Each line below should be repeated exactly as written, with no pictures carried over.
[Opening INPUT DATA section]
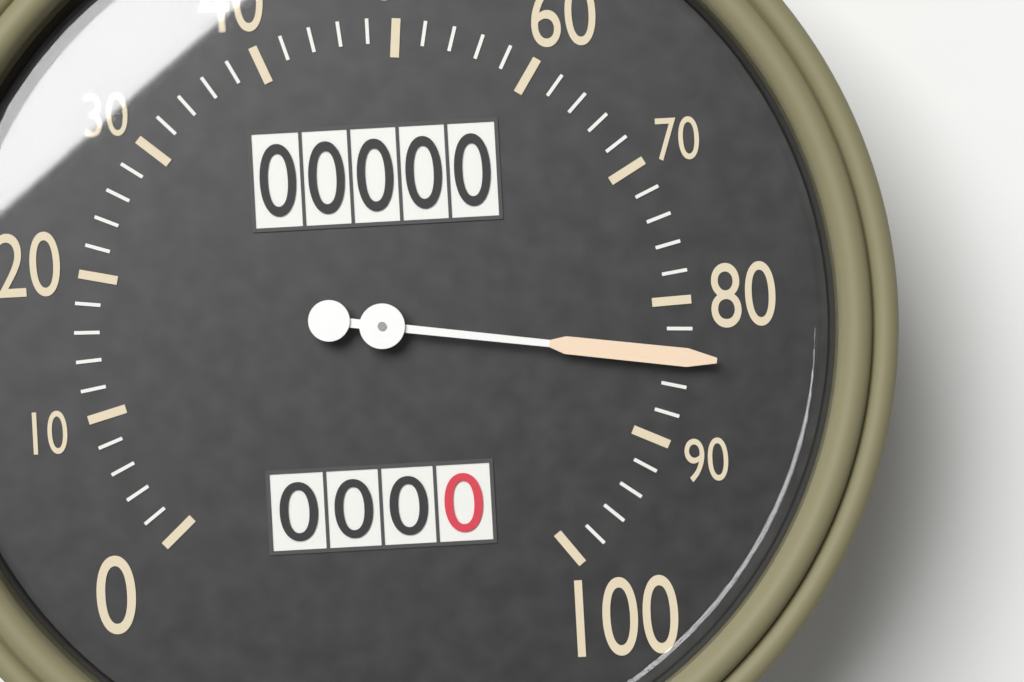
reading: 84 (no unit)
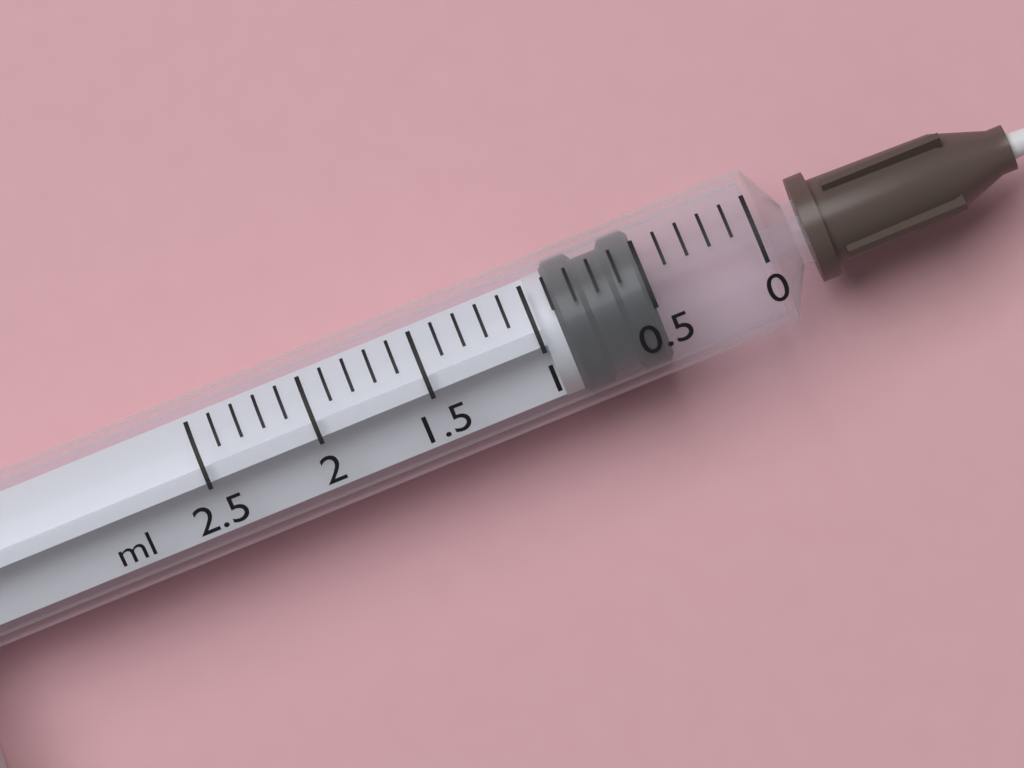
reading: 0.5 ml
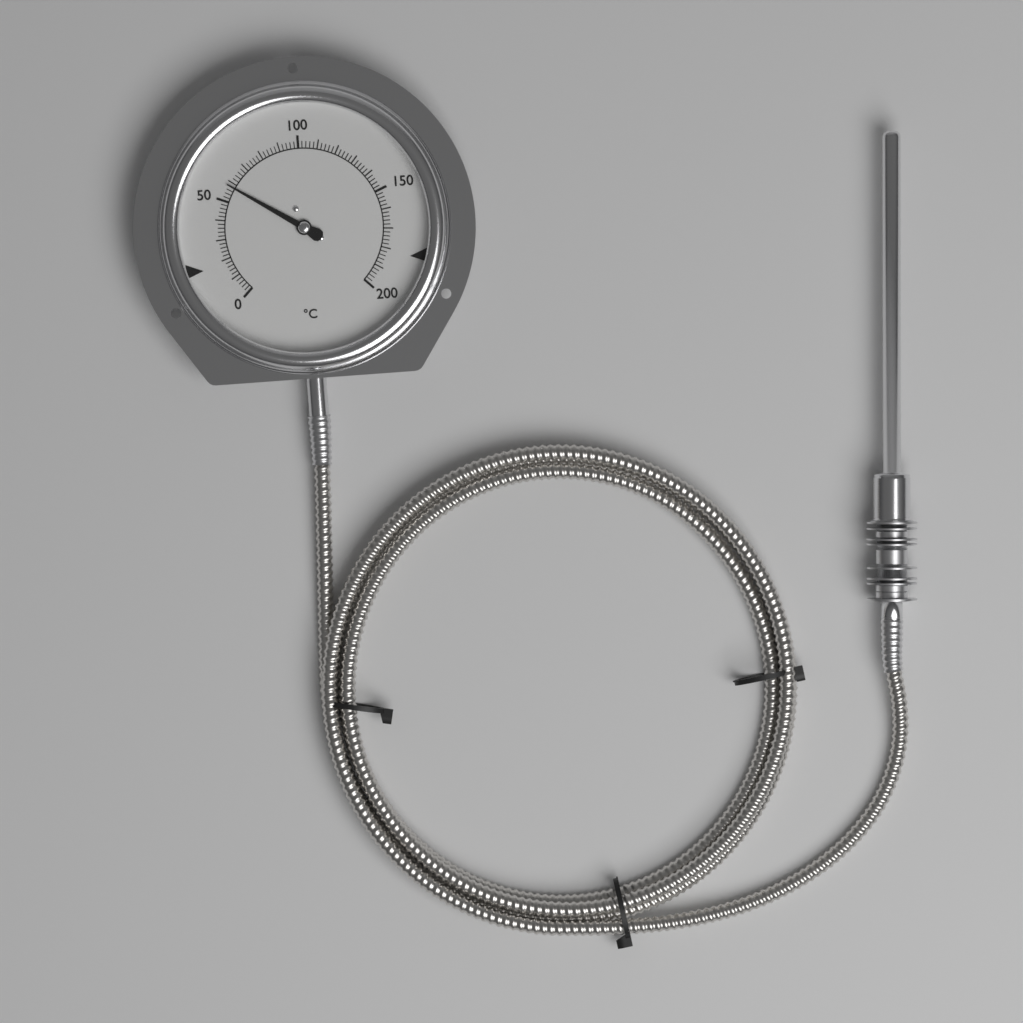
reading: 58 °C
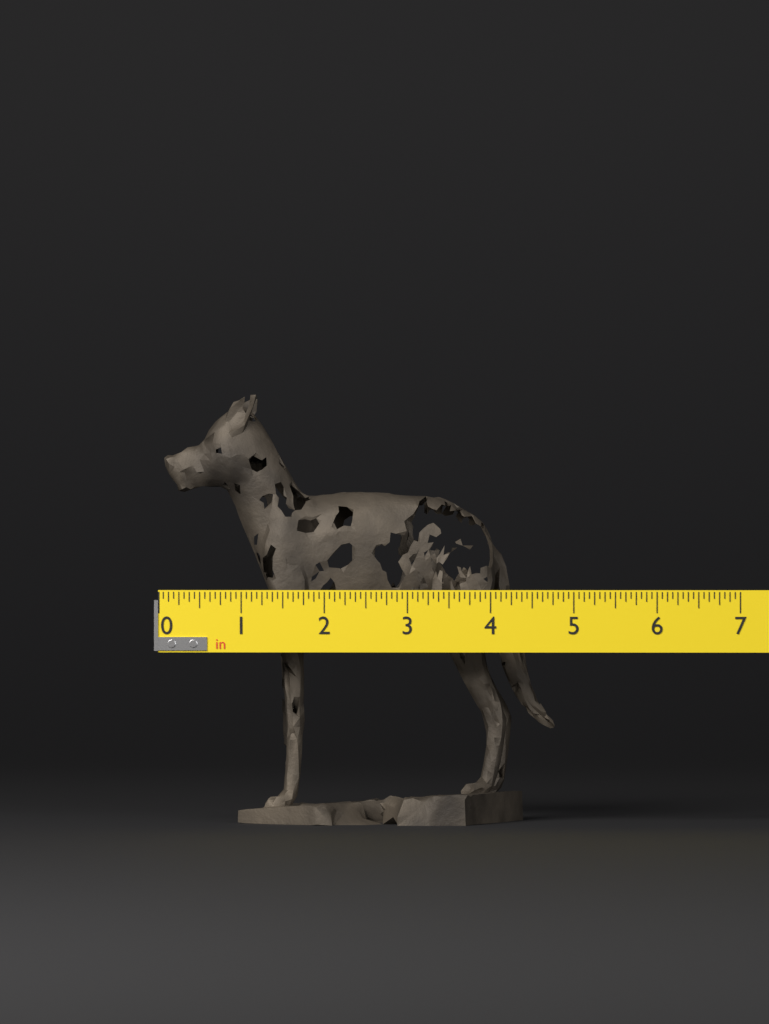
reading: 4.7500 in
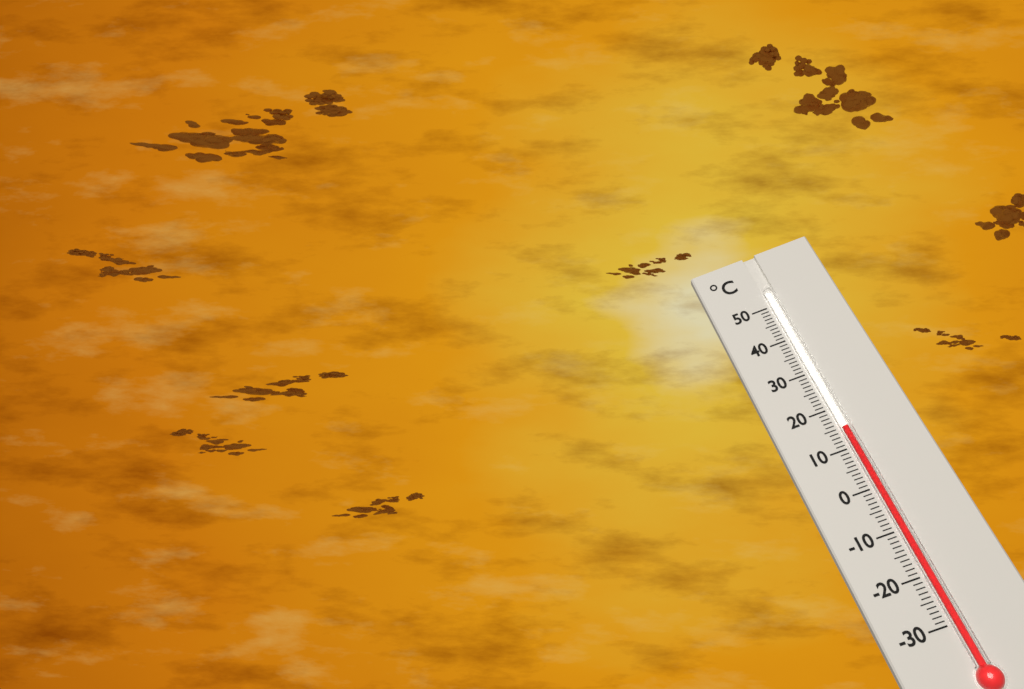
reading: 15 °C
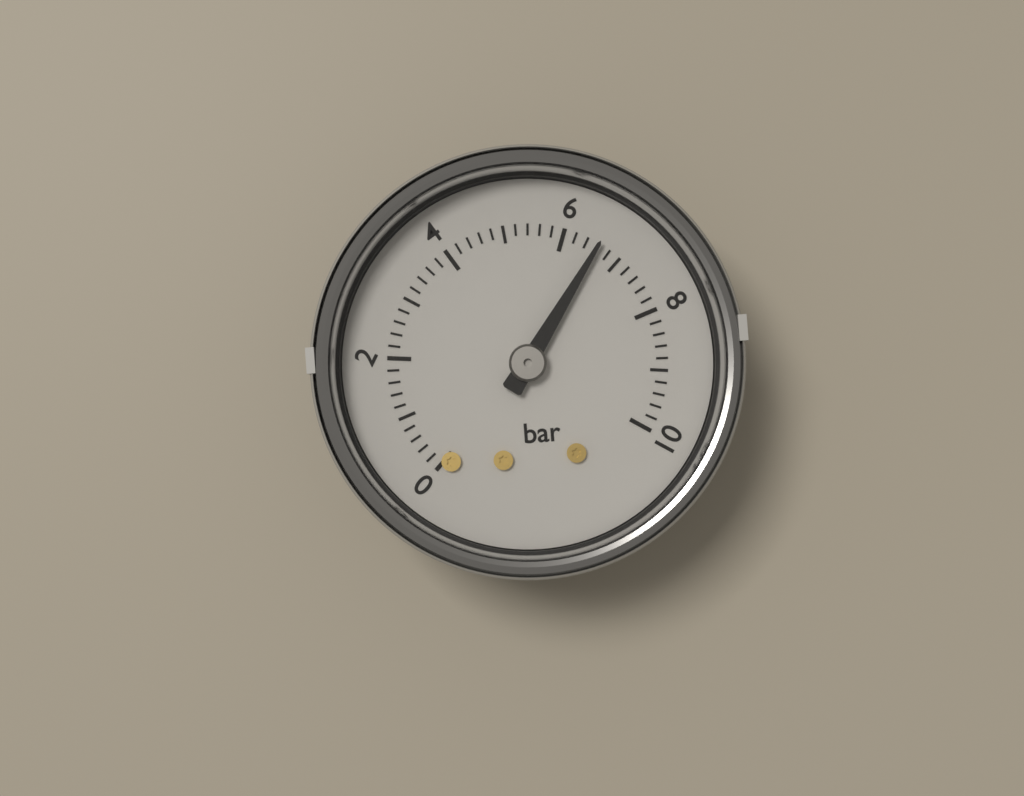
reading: 6.6 bar
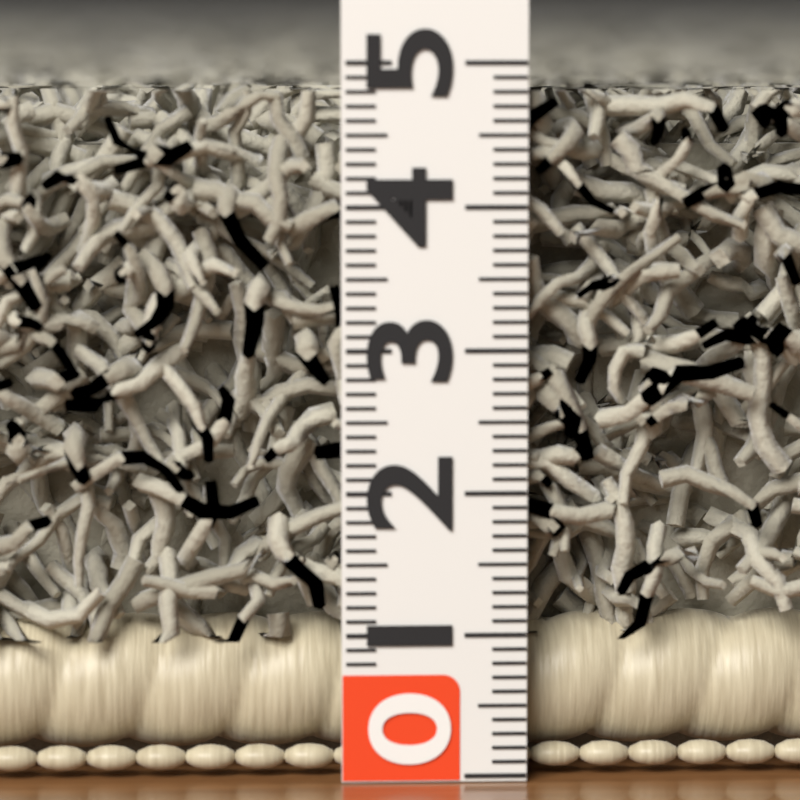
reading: 4.8 (no unit)
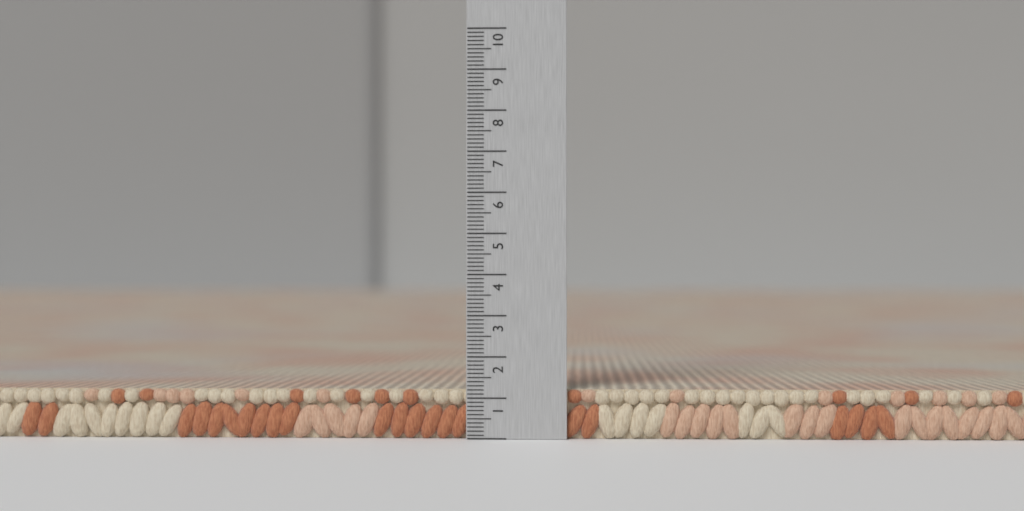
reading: 1.2 (no unit)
[Closing INPUT DATA section]
### EXERCISE RESPONSE
reading: 84 (no unit)
reading: 0.5 ml
reading: 58 °C
reading: 4.7500 in
reading: 15 °C
reading: 6.6 bar
reading: 4.8 (no unit)
reading: 1.2 (no unit)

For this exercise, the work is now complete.